Method One in a downtown historic hotel used RG8 terminated in standard mobile quarter waves under the theory the RG8 is leaky enough to act like an antenna the entire length despite the inherent losses. Splitter at the GR repeater in an electrical closet about half way up, two 100ft lengths of RG8, one up, one down, pulled through the existing vertical chase as far as they would go into ASP7A antennas sticking out horizontally from the wall of the closet they landed in. The customer used p1225's. Laundry was in the basement, but housekeeping was on the top floor. It was a little difficult for the radios to work in the basement. Covered the rest of the hotel just fine. Security had no complaints.

Method Two in a new university medical office used LMR400 terminated in salt shaker low profile antennas on Maxrad NMO mounts that have the ground plane rods and a wall mount bracket (don't recall the model - it's in Tessco). Same concept - repeater about midway up with a splitter - two antennas on each run separated about equal distance through standard tee's with one ant on the roof and one in the basement on a slightly longer run to reach it. Basement coverage was important as well as some distance from the building so that facilities personnel could be off premise. Security worked 800 off the city system. Coverage was adequate with no dead spots.

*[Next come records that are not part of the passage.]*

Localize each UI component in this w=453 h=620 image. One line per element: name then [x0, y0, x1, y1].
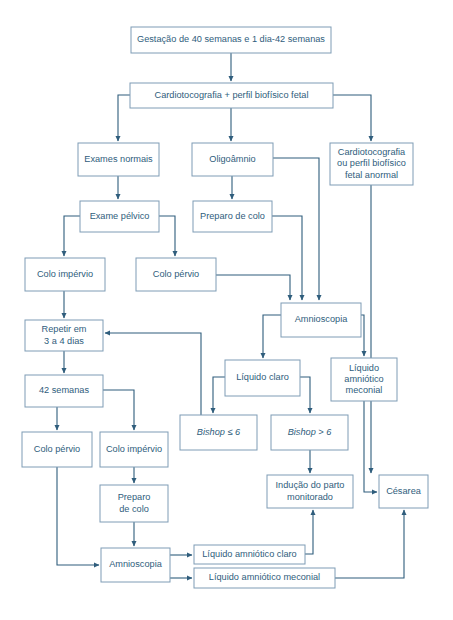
flow-node[interactable]: Repetir em3 a 4 dias [25, 320, 103, 351]
nodes-layer: Gestação de 40 semanas e 1 dia-42 semana… [22, 27, 428, 588]
flow-connector [335, 510, 404, 578]
flow-node[interactable]: Líquido amniótico meconial [194, 568, 335, 588]
flow-node[interactable]: Líquido claro [225, 360, 300, 396]
flow-node-label: Gestação de 40 semanas e 1 dia-42 semana… [137, 34, 325, 44]
flow-node-label: 3 a 4 dias [44, 336, 84, 346]
flow-node-label: Líquido amniótico meconial [209, 572, 320, 582]
flow-node[interactable]: Amnioscopia [281, 303, 361, 337]
flow-node[interactable]: Bishop ≤ 6 [180, 415, 257, 450]
flow-connector [305, 510, 313, 554]
flow-node-label: Líquido [349, 363, 379, 373]
flow-connector [103, 390, 134, 430]
flow-node-label: Bishop ≤ 6 [197, 427, 241, 437]
flow-node[interactable]: Colo pérvio [22, 432, 92, 467]
flow-node-label: de colo [119, 504, 149, 514]
flow-connector [57, 467, 99, 565]
flow-node-label: Líquido claro [236, 372, 289, 382]
flow-node[interactable]: 42 semanas [25, 375, 103, 407]
flow-node[interactable]: Líquidoamnióticomeconial [331, 358, 397, 401]
flow-node[interactable]: Colo pérvio [136, 258, 216, 291]
flowchart-canvas: Gestação de 40 semanas e 1 dia-42 semana… [0, 0, 453, 620]
flow-node[interactable]: Gestação de 40 semanas e 1 dia-42 semana… [131, 27, 331, 53]
flow-node[interactable]: Preparode colo [100, 485, 168, 522]
flow-node-label: Colo pérvio [34, 444, 80, 454]
flow-node[interactable]: Cardiotocografia + perfil biofísico feta… [130, 83, 333, 108]
flow-node-label: meconial [346, 385, 383, 395]
flow-node[interactable]: Líquido amniótico claro [194, 545, 305, 564]
flow-connector [273, 158, 319, 300]
flow-node-label: Cardiotocografia [338, 147, 406, 157]
flow-node-label: Exame pélvico [90, 211, 150, 221]
flow-node[interactable]: Oligoâmnio [192, 143, 273, 176]
flow-node-label: Líquido amniótico claro [202, 549, 296, 559]
flow-node-label: Bishop > 6 [288, 427, 333, 437]
flow-connector [216, 275, 290, 300]
flow-node-label: Césarea [386, 486, 422, 496]
flow-connector [159, 216, 175, 256]
flow-node-label: Amnioscopia [109, 559, 162, 569]
flow-node-label: Amnioscopia [295, 314, 348, 324]
flow-node-label: Preparo [118, 492, 151, 502]
flow-node-label: Preparo de colo [200, 211, 265, 221]
flow-node-label: Indução do parto [276, 480, 345, 490]
flow-connector [105, 333, 201, 415]
flow-node-label: Exames normais [84, 154, 153, 164]
flow-node-label: fetal anormal [345, 170, 398, 180]
flow-node-label: Colo pérvio [153, 269, 199, 279]
flow-connector [300, 377, 310, 413]
flow-connector [118, 95, 130, 141]
flow-node-label: Colo impérvio [106, 444, 162, 454]
flow-connector [263, 315, 281, 358]
flow-node-label: ou perfil biofísico [337, 158, 406, 168]
flow-node[interactable]: Preparo de colo [193, 201, 272, 232]
flow-node[interactable]: Amnioscopia [101, 548, 170, 582]
flowchart-svg: Gestação de 40 semanas e 1 dia-42 semana… [0, 0, 453, 620]
flow-node-label: Repetir em [42, 324, 87, 334]
flow-node[interactable]: Césarea [379, 475, 428, 508]
flow-connector [333, 95, 371, 141]
flow-node[interactable]: Bishop > 6 [271, 415, 348, 450]
flow-connector [272, 216, 302, 300]
flow-node[interactable]: Cardiotocografiaou perfil biofísicofetal… [330, 143, 413, 185]
flow-node[interactable]: Exame pélvico [80, 201, 159, 232]
flow-node-label: Cardiotocografia + perfil biofísico feta… [155, 90, 309, 100]
flow-node-label: amniótico [344, 374, 383, 384]
flow-node[interactable]: Indução do partomonitorado [267, 475, 353, 508]
flow-node[interactable]: Colo impérvio [100, 432, 168, 467]
flow-node[interactable]: Exames normais [78, 143, 159, 176]
flow-node-label: monitorado [287, 492, 333, 502]
flow-node[interactable]: Colo impérvio [25, 258, 105, 291]
flow-node-label: Colo impérvio [37, 269, 93, 279]
flow-connector [213, 377, 225, 413]
flow-node-label: 42 semanas [39, 385, 89, 395]
flow-node-label: Oligoâmnio [209, 154, 255, 164]
flow-connector [64, 216, 80, 256]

Method Three was a restaurant supply distribution center that covered a couple acres under the roof and needed coverage in all the different coolers and freezers for their lift trucks and pickers. I put the GR on the outside wall of a centrally located cooler, ran LMR to a four way splitter - one to a 3db gain at the top of the cooler wall which served the main warehouse, and the other three lengths of LMR to salt shaker antennas dropped through the ceilings of the different freezers and coolers which were like huge drive through farraday cages. Worked pretty good.

Re: 1/2 Foam Heliax cable

Posted: Thu Jan 14, 2010 6:54 pm
by FMROB
Why not just use 1/2 leaky hardline and splitters??

I think that you will find the coverage of the TRBo to be outstanding. Where once you may have some static or picket fencing, on the trbo (or most any digital system) it will be crystal clear.

Re: 1/2 Foam Heliax cable

Posted: Sat Jan 16, 2010 7:27 am
by Bill_G
In my case it was all about cost. We've done numerous real BDA's and diversified coverage systems using 1/2" and 7/8" feed lines into both distributed antennas and radiax for customers who can afford it. Some of them are to augment the city 800 and the cell bands deep into underground parking structures and highway tunnels. Some of them are strictly to extend customer coverage into the bowels of their buildings where no coverage exists like shopping malls and hospitals. But, most customers just don't have the money to do that. They tried simplex, and that got them 60% of their property. They bought a repeater and that got them to 90%. Relocating the repeater just changed where the missing 10% landed, and it was always an important 10%. Centrally locating the repeater and spreading the antennas out is a cost effective way to increase coverage especially if the class 2 wire chases already exist. 100-200 ft of LMR is an insignificant loss at UHF for the distance to be covered. It will put energy where it needs to be and raise signal quality easily and cheaply.